Stuck on Mount Sinjar
Omar is in his twenties. He is a Yazidi from Sinjar. He studies psychology in Duhok. When Lavigne Putrus, Cordaid’s health expert in Kurdistan and a medical doctor, asks him some questions, he takes time to answer them. “When we were surrounded by ISIL, we fled to the mountain near Sinjar. We sat there for 6 months. We were stuck. We lived on the food that was dropped from aircrafts”, he explains.
Sinjar has been recaptured on ISIL. But according to Omar the city is largely in ruins. Five months ago he left Sinjar. In order to continue his university studies, Omar left the place. Eventually he found a home in Seje, where a Christian family offered him and five other Yazidi refugees free shelter. His new faculty at Duhok is not too far away.

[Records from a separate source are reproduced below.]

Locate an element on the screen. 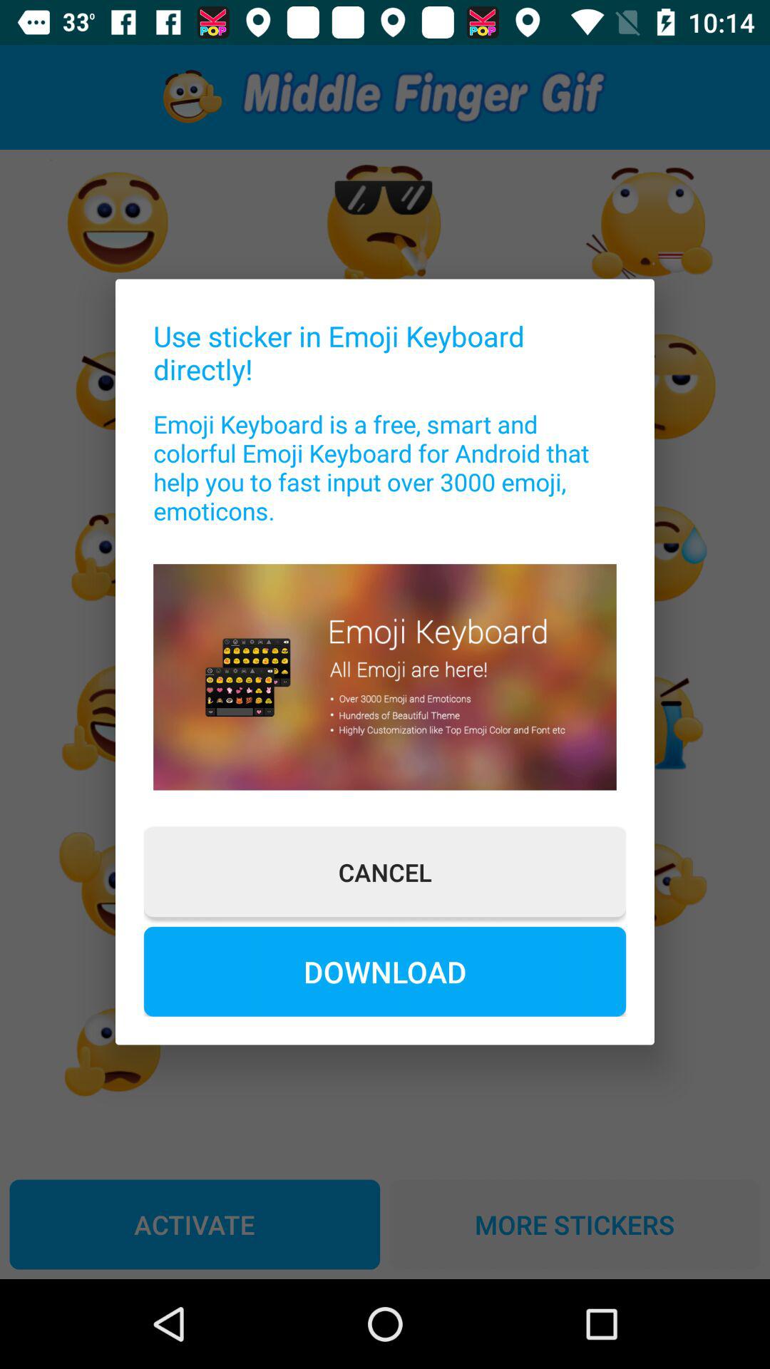 The image size is (770, 1369). open the item below cancel item is located at coordinates (385, 971).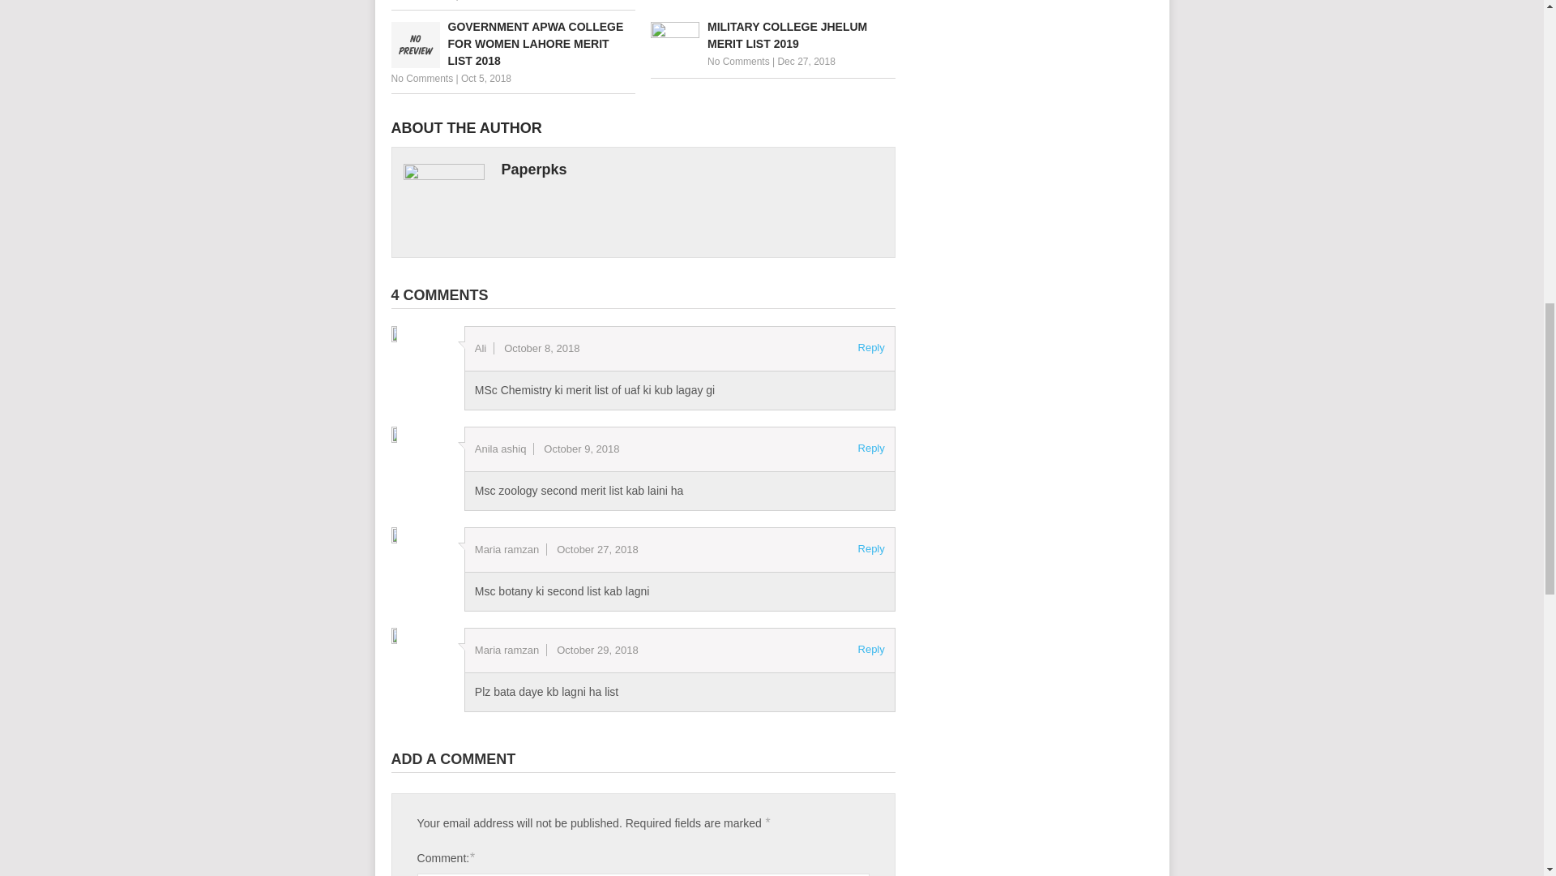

Health center for 7000 people closed its doors
A month ago, Seje’s primary healthcare center closed its doors. The medical organization that ran the center decided to leave. And the local government does not have the means to take over. It’s a disaster for the overpopulated village. Omar puts it like this: “When you’re ill you easily pay 20,000 Iraqi dinar for a taxi to take you to the nearest hospital in Duhok. And then you haven’t even paid for the drugs that are prescribed by the doctor. Most displaced people cannot afford that. So they simply skip going to a doctor. And their poor health further deteriorates.”
Cordaid jumps in
To provide access to basic healthcare – both to Yazidi IDPs and to Seje residents – Cordaid jumped in to fill in the health gap. Lavigne Putrus: “Our support will allow two doctors, two nurses, one pharmacist, one vaccine expert and two nutritionists to work here. We will make sure drugs are available and people can come for consultations and basic treatments. Children will be vaccinated to prevent the outbreak of diseases like measles. And we will offer special medical nutrition services. This is badly needed, given the fact that we have already detected over a hundred cases of undernourishment among children.”
Seje’s primary health care center will not be able to treat emergency cases. “But we will refer them to hospitals in the area, such as the emergency hospital in Duhok”, explains Putrus.
Less pressure on health systems
These referrals are of great importance. But at least as important is the filtering effect of a well-functioning clinic in a village like Seje. If people have access to medical assistance outside of the bigger cities, they are less likely to end up in one of the bigger hospitals like the one we visited in Duhok. And thus the pressure on healthcare facilities caused by the war becomes somewhat less intolerable.